Items from a data source
= Beginning of Section =

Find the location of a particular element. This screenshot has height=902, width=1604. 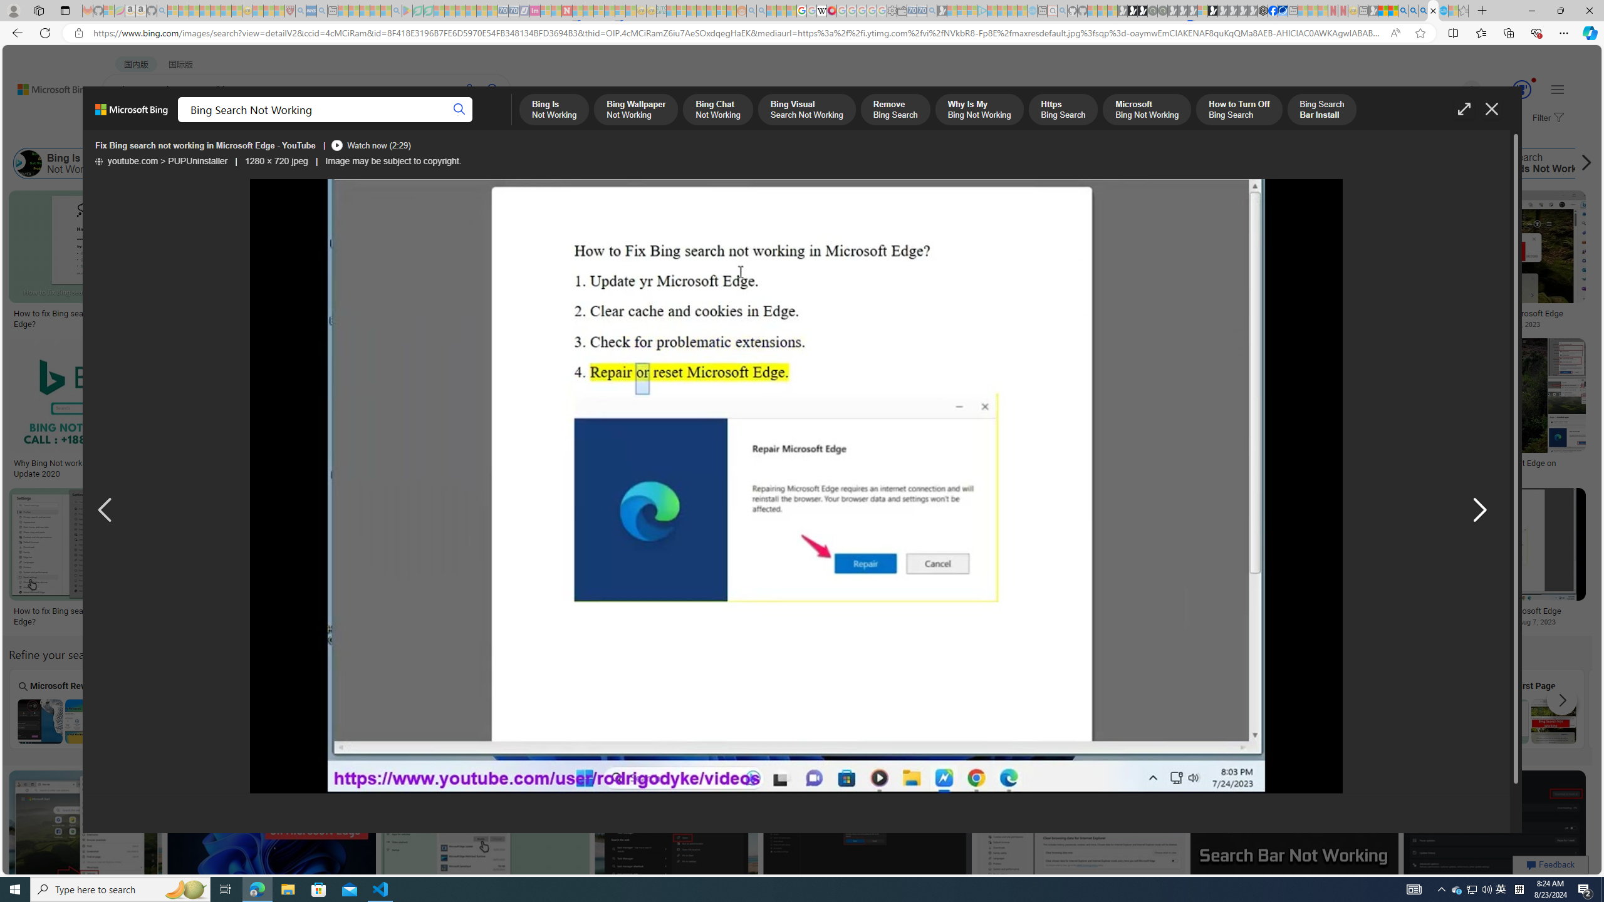

Https Bing Search is located at coordinates (777, 164).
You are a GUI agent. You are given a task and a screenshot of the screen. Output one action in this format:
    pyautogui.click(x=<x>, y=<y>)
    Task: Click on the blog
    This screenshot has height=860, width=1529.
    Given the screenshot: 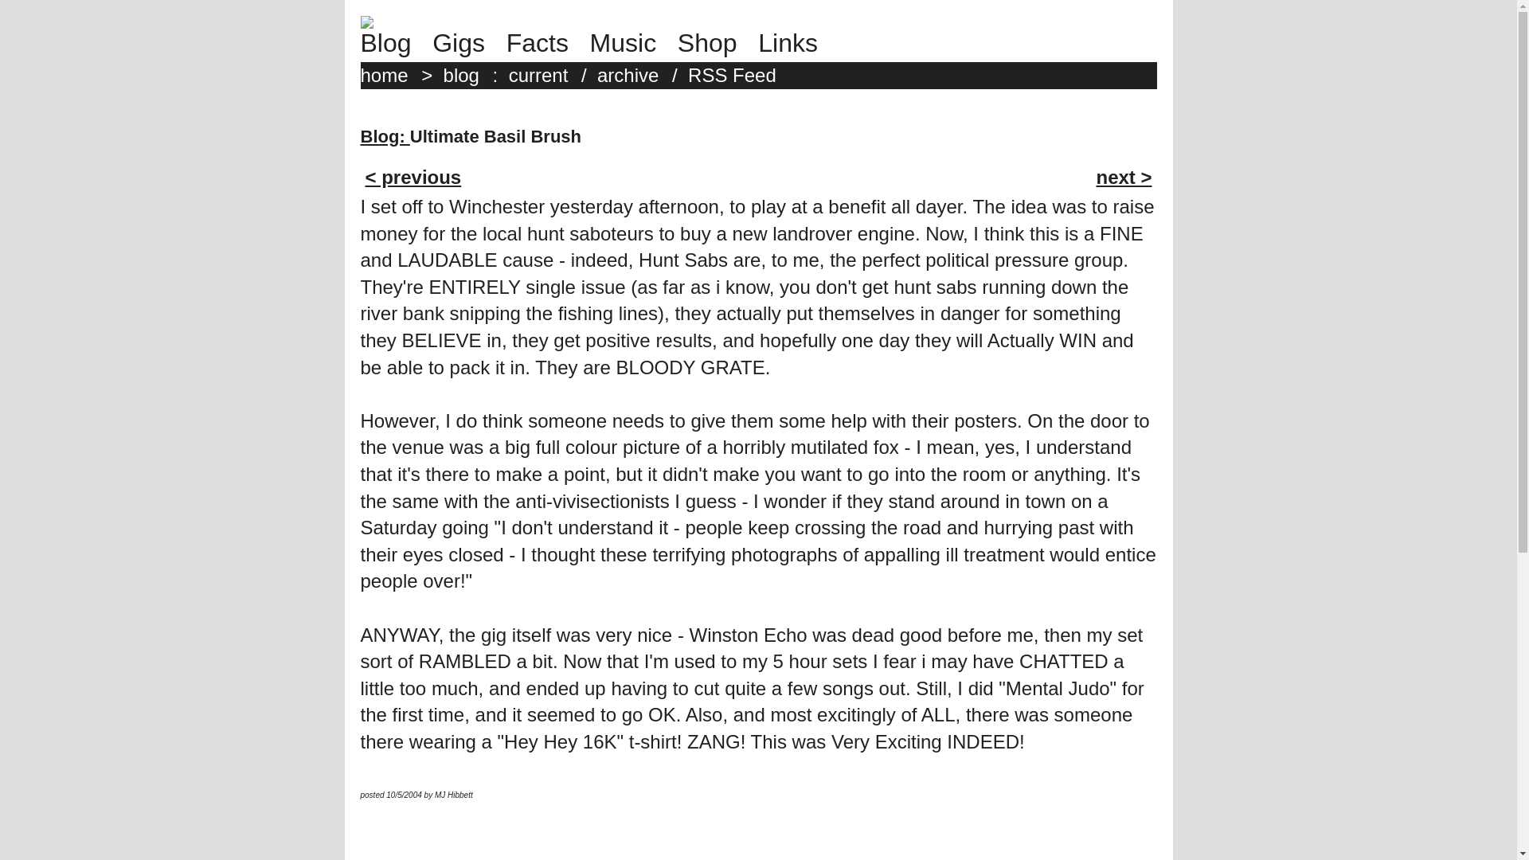 What is the action you would take?
    pyautogui.click(x=465, y=75)
    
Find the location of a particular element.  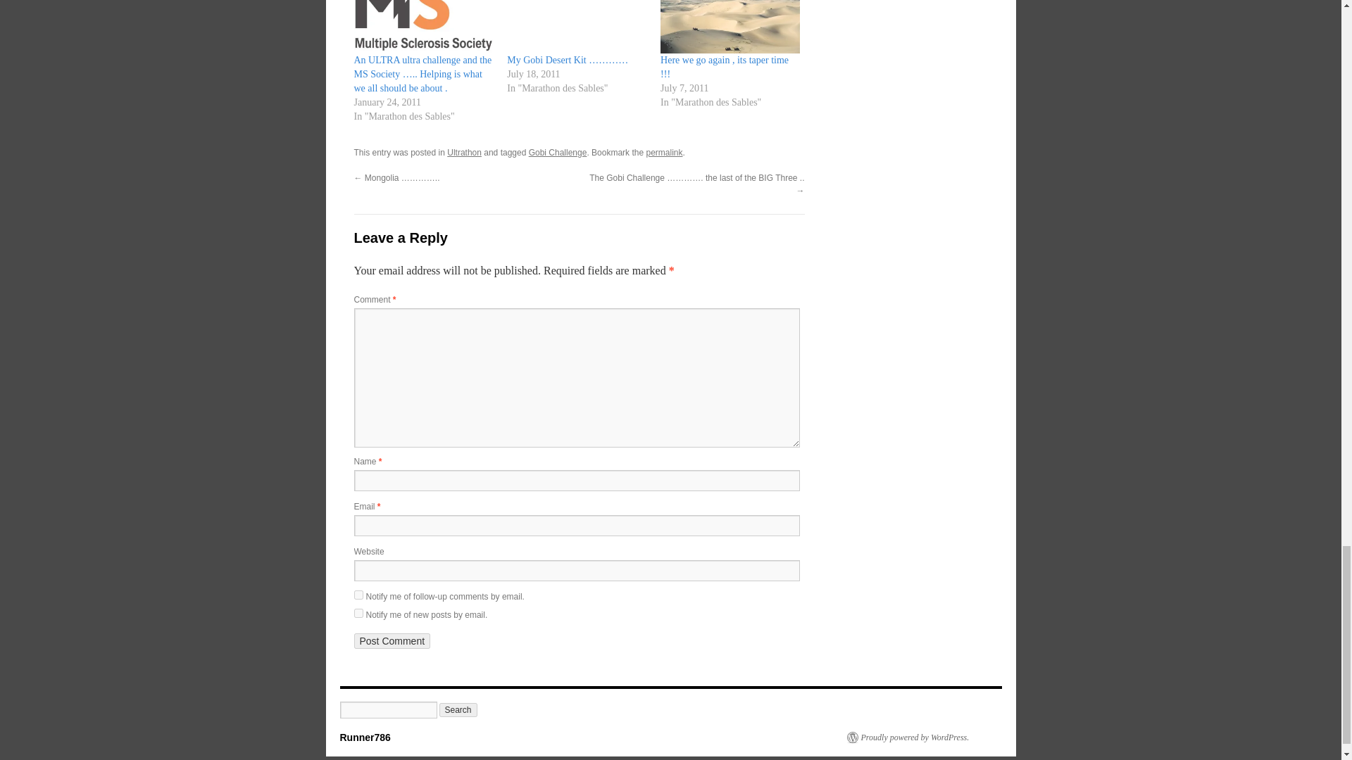

Search is located at coordinates (458, 710).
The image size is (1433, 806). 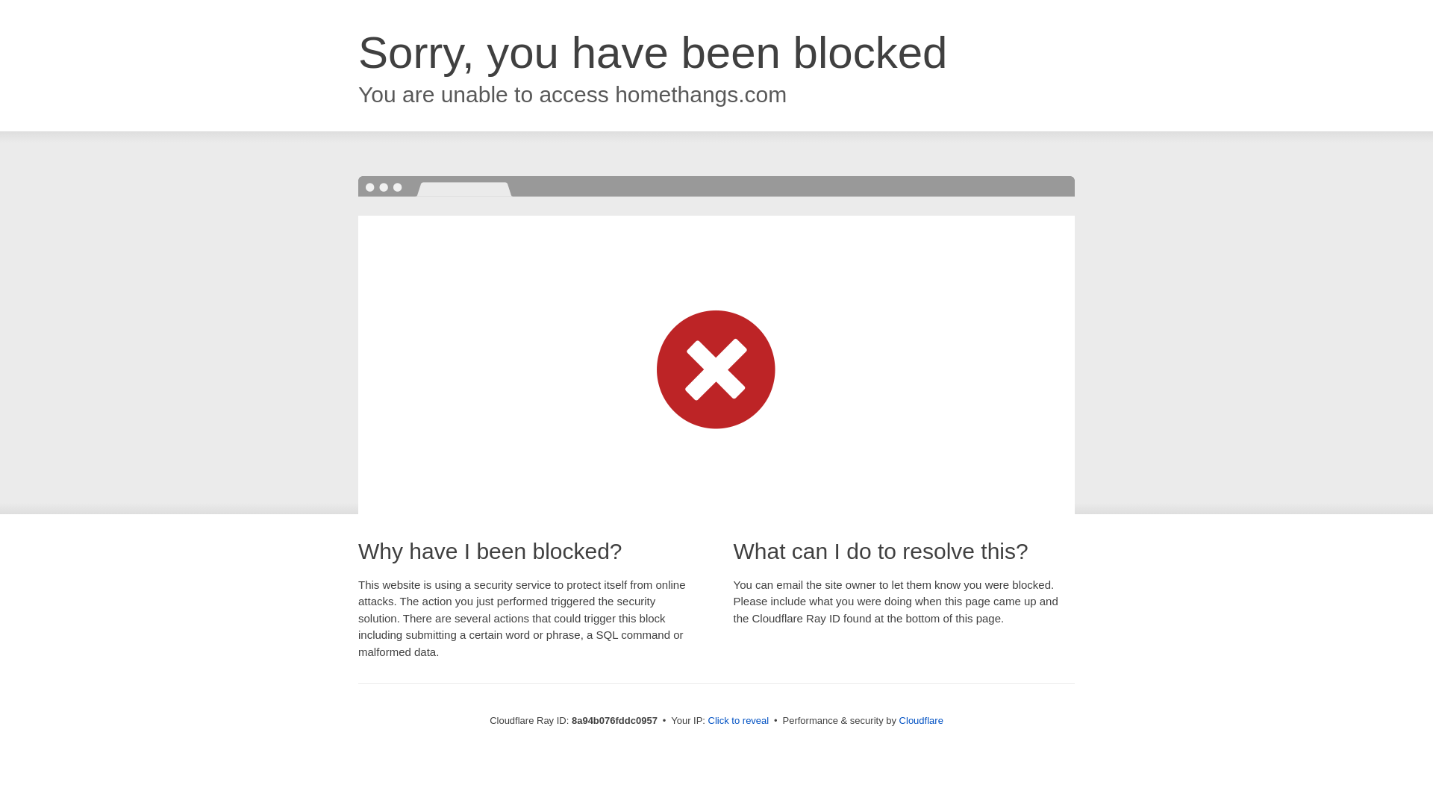 What do you see at coordinates (921, 720) in the screenshot?
I see `Cloudflare` at bounding box center [921, 720].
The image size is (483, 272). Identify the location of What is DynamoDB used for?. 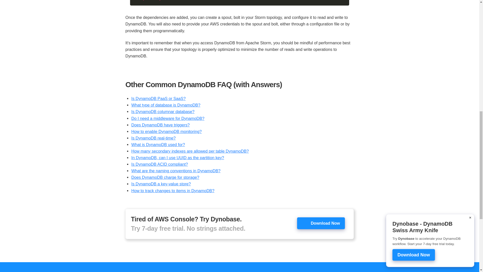
(158, 144).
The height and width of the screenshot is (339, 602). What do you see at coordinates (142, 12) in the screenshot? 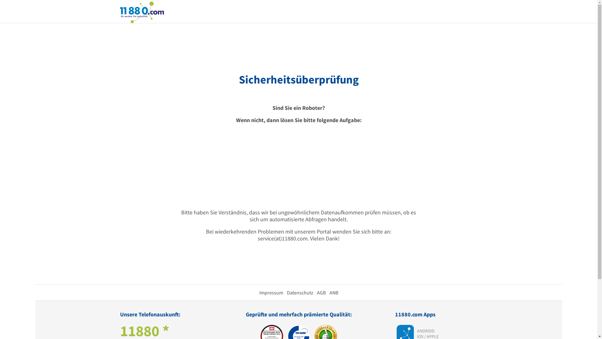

= End of Section =

> [How to complete this task]: Give again, word for word, every line from the top of the data above to the line holding "pyautogui.click(x=<x>, y=<y>)", inclusive, with the pictures left out.

> [Exercise answer]:
Find the location of a particular element. This screenshot has height=902, width=1604. 

Https Bing Search is located at coordinates (777, 164).
You are a GUI agent. You are given a task and a screenshot of the screen. Output one action in this format:
    pyautogui.click(x=<x>, y=<y>)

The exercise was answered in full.